I am using JQuery to do an ajax calls to fetch data. I am doing several calls to fetch peices of this data incrementally. So I have something like:
for(i=0;i<numOfDataObjects;i++) {
$.ajax({
//get开发者_运维百科 the data and do something with it in the success callback
});
}
I have some code after this loop that I want executed only after all the ajax calls have completed and the success callbacks exited. Right now this is not happening, I guess because of the asynchronous nature of the xhr object.
Is there a way, without incrementing a global counter in each ajax success function (and checking if it equals a certain value), to ensure that the code after the loop gets executed after all the server calls have completed?
You can use the jQuery Message Queueing plugin. Put all the items you need to process, into a queue. Notice the complete
function in the documentation:
complete: (Function) Called whenever there are no longer any queue items to process. After completion, if more queue items are added and the queue completes again, this function will be called again. Inside this function,
this
refers to the queueObj object.
Put the code that you want to run inside that handler.
One caveat though. I can't tell from the documentation if the complete
handler is called after the callbacks have been executed for each AJAX request, or if it is immediately called when there are no items left to process in the queue (regardless of whether there are currently-executing AJAX requests).
UPDATE
I seem to have ignored the callback
function:
callback: (Function) Called for each queue item or batch of items, every delay milliseconds. This function is passed a single argument, which is the single queue item if batch is 1, or an array of queue items if batch is > 1. If callback returns true, the queue item(s) will be re- added back onto the front of the queue for the next callback execution to retry. Inside this function,
this
refers to the queueObj object.
I imagine that you can put everything you need to send into a batch and put the code that you need to run inside the callback
handler.
There is an extension to the JavaScript language called StratifiedJS. It runs in every browser, and it allows you to handle asynchronous calls like that in a linear way.
You can enable Stratified JavaScript e.g. by including Oni Apollo ( http://onilabs.com/docs ) in your webpage like:
<script src="http://code.onilabs.com/latest/oni-apollo.js"></script>
<script type="text/sjs"> your StratifiedJS code here </script>
And your code would look something like:
var http = require("http"); // a module wrapping XHR, part of Apollo
for(i=0;i<numOfDataObjects;i++) {
//get the data
var data = http.get(url);
// and do something with it
}
But that would execute all requests sequentially, you can also execute all requests in parallel (so the browser can make multiple connections at once) and continue on the next line when they're all done:
function handleParallelRequests(urls) {
if (!urls.length) return;
waitfor {
var data = require('http').get(urls[0]);
// and do something with it
}
and {
// in parallel, do remaining requests:
// continue with the urls without the first we just handled.
handleParallelRequests(urls.slice(1));
}
}
handleParallelRequest(myurls);
// all request are finished when you get here.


WHAT YOU WILL DO
Search the data below for the string "this" and copy all lines where it shows up.

======

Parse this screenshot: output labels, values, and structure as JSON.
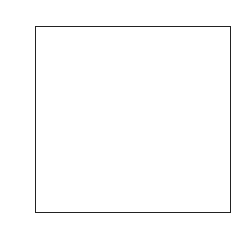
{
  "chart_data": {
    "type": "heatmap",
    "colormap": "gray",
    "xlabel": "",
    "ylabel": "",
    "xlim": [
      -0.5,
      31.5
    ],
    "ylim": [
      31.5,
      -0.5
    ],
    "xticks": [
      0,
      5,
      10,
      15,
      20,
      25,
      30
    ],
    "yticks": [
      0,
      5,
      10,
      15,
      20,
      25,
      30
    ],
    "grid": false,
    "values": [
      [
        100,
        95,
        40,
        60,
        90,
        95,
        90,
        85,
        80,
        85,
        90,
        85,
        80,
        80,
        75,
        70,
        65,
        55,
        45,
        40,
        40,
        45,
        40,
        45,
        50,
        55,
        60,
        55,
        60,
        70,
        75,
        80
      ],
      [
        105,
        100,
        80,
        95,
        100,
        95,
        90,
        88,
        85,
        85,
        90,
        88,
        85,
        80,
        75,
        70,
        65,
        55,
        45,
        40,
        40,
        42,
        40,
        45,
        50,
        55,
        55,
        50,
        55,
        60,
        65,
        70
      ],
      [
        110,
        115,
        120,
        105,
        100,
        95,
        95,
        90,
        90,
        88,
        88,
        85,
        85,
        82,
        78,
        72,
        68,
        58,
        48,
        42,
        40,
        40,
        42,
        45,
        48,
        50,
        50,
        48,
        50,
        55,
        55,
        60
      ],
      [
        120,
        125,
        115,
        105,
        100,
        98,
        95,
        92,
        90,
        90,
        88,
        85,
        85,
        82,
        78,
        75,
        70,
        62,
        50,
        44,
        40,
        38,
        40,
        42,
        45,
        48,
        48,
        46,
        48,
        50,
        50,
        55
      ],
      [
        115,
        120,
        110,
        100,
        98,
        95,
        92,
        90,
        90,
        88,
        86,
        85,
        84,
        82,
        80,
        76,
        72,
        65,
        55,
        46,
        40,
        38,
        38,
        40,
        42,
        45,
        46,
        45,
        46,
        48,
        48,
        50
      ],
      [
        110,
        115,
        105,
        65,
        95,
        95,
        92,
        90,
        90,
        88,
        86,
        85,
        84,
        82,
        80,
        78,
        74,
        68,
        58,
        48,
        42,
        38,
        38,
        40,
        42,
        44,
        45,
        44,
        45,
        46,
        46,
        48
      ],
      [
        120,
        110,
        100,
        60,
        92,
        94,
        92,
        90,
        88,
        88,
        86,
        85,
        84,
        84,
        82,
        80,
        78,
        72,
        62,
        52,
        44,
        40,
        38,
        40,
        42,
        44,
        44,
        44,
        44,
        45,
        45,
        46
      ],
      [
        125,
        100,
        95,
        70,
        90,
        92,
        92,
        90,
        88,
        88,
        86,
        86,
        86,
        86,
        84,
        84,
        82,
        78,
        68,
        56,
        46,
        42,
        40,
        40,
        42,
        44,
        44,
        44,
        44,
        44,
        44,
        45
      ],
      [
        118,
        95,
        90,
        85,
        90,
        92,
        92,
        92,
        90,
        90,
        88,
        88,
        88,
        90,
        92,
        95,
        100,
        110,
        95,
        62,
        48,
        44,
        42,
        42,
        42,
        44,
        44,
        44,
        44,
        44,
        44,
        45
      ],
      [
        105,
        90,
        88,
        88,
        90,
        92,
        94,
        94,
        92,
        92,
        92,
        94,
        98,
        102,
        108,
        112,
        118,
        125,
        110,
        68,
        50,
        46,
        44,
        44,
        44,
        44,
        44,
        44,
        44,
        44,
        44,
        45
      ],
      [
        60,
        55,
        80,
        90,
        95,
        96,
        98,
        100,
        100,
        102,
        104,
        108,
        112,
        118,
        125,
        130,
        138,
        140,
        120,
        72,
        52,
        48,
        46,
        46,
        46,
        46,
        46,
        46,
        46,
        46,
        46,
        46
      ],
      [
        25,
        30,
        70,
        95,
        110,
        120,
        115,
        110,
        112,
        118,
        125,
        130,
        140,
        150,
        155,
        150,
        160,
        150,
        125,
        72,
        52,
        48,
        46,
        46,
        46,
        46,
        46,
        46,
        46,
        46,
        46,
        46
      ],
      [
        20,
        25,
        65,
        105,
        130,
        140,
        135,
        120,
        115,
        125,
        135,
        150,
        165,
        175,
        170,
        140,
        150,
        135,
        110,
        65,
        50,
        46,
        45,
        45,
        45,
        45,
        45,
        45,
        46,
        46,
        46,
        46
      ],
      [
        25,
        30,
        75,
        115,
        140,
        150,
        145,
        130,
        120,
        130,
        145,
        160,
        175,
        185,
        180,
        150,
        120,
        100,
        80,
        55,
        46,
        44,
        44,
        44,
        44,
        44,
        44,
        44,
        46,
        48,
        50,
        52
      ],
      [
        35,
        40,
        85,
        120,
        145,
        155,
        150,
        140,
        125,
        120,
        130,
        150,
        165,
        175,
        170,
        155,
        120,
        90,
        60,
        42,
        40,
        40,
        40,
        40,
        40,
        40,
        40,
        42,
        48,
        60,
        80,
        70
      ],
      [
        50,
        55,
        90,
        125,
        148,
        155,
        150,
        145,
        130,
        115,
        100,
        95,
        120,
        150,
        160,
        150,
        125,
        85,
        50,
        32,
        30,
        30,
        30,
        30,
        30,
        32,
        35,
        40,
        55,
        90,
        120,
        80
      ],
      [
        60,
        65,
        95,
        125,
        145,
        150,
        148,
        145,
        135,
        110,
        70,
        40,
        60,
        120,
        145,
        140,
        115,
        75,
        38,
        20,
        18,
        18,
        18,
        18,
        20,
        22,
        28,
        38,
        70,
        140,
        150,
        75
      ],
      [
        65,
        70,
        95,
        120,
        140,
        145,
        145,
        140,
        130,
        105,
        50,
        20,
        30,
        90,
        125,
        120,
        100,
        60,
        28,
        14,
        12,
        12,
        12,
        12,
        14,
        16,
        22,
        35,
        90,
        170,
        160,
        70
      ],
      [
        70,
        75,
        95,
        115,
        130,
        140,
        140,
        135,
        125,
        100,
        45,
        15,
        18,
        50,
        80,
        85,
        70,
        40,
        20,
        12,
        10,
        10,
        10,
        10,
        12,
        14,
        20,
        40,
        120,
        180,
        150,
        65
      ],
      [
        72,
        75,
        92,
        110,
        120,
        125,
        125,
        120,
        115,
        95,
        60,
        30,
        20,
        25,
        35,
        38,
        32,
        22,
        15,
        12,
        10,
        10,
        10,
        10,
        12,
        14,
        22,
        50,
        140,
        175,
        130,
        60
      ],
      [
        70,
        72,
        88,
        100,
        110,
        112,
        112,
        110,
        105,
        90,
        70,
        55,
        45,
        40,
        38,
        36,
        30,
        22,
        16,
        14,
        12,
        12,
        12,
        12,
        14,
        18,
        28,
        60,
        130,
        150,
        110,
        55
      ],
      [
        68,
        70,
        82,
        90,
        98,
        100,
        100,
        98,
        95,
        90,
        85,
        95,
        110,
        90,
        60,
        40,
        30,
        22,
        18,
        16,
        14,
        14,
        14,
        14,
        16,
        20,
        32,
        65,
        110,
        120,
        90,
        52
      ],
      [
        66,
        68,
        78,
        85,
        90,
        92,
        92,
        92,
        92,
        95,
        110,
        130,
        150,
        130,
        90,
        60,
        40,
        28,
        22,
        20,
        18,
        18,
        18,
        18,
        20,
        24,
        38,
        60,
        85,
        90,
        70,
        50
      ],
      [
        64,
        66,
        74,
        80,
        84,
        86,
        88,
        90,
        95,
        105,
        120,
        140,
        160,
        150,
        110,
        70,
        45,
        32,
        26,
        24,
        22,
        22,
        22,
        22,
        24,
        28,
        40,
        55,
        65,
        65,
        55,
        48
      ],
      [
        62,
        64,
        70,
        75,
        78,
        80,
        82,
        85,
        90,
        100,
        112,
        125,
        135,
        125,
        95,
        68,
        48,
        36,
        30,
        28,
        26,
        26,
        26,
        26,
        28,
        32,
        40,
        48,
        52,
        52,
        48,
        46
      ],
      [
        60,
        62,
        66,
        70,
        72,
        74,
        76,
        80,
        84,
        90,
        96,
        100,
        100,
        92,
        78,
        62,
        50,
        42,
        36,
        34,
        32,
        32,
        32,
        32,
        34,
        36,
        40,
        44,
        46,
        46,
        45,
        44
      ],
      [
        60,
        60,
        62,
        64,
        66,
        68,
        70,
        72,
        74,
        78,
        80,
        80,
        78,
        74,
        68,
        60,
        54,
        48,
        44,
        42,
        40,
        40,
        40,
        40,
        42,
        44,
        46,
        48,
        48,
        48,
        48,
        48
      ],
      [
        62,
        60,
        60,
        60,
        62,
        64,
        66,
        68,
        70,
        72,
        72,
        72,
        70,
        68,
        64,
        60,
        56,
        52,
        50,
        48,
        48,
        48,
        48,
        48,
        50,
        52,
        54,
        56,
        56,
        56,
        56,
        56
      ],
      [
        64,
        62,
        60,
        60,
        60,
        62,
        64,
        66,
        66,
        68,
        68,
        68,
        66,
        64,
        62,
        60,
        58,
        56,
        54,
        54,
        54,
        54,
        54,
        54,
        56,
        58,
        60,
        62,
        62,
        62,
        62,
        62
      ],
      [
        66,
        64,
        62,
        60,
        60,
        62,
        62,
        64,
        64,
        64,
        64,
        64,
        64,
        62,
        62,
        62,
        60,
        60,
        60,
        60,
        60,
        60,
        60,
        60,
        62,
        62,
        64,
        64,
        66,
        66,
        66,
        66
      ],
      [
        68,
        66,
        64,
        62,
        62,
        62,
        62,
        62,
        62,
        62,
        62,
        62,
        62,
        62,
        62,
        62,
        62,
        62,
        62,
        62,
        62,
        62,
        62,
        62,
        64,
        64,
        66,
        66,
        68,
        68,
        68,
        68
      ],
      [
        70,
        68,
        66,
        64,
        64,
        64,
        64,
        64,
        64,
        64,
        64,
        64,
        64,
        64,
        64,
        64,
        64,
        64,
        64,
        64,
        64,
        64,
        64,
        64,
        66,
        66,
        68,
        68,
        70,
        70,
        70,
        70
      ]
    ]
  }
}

======

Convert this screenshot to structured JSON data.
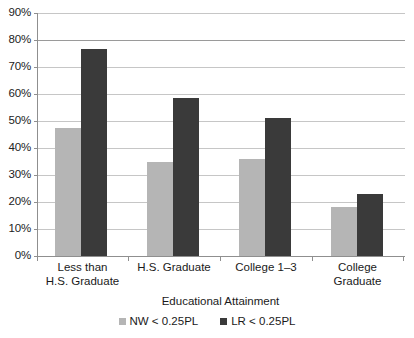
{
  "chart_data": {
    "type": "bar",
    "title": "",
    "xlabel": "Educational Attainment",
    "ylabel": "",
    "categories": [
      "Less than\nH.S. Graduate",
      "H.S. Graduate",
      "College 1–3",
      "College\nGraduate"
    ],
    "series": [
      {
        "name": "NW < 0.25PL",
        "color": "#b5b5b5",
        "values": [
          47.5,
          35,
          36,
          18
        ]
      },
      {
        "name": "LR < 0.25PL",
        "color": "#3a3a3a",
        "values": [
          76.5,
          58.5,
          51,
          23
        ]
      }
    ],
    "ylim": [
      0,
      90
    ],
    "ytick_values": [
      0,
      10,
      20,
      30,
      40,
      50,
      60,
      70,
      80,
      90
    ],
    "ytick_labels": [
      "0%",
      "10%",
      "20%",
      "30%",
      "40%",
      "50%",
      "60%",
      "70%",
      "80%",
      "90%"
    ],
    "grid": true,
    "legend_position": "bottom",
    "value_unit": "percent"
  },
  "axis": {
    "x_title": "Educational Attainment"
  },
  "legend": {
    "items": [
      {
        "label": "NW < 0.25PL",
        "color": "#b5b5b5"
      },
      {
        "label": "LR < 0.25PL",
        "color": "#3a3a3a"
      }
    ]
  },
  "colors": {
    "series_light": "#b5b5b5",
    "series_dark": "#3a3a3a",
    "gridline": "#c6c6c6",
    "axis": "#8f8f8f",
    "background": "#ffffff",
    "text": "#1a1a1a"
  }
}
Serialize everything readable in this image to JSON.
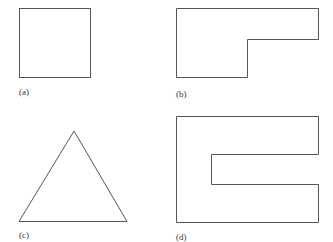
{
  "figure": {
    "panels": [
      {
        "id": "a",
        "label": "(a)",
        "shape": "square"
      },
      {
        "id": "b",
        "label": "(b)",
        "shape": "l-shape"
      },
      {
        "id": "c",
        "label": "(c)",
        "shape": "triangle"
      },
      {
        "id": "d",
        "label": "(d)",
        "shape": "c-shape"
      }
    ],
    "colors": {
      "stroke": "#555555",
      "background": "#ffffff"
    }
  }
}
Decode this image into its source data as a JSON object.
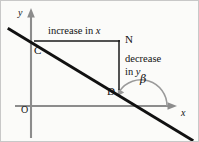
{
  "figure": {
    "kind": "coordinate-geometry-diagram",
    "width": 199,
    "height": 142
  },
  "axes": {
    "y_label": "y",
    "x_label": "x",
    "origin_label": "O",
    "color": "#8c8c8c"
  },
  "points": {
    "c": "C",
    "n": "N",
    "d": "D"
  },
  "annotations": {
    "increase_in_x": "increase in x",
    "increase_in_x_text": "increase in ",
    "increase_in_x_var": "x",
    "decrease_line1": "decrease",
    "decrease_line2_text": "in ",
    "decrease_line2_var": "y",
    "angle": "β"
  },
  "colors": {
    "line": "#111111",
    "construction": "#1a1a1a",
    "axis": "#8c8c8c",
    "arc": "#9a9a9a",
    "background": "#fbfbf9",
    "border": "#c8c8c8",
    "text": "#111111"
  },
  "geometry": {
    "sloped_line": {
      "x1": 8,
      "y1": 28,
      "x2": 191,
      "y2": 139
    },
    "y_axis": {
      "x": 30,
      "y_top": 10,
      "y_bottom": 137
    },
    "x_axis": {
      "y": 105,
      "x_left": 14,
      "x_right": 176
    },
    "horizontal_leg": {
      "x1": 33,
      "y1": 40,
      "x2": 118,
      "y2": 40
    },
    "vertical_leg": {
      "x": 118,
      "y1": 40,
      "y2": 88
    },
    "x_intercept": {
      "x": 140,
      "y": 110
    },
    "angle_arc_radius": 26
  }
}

======

EXERCISE RESULT
Parse this screenshot: output labels, values, and structure as JSON.
Convert this screenshot to structured JSON data.
Serialize everything readable in this image to JSON.
Decode this image into its source data as a JSON object.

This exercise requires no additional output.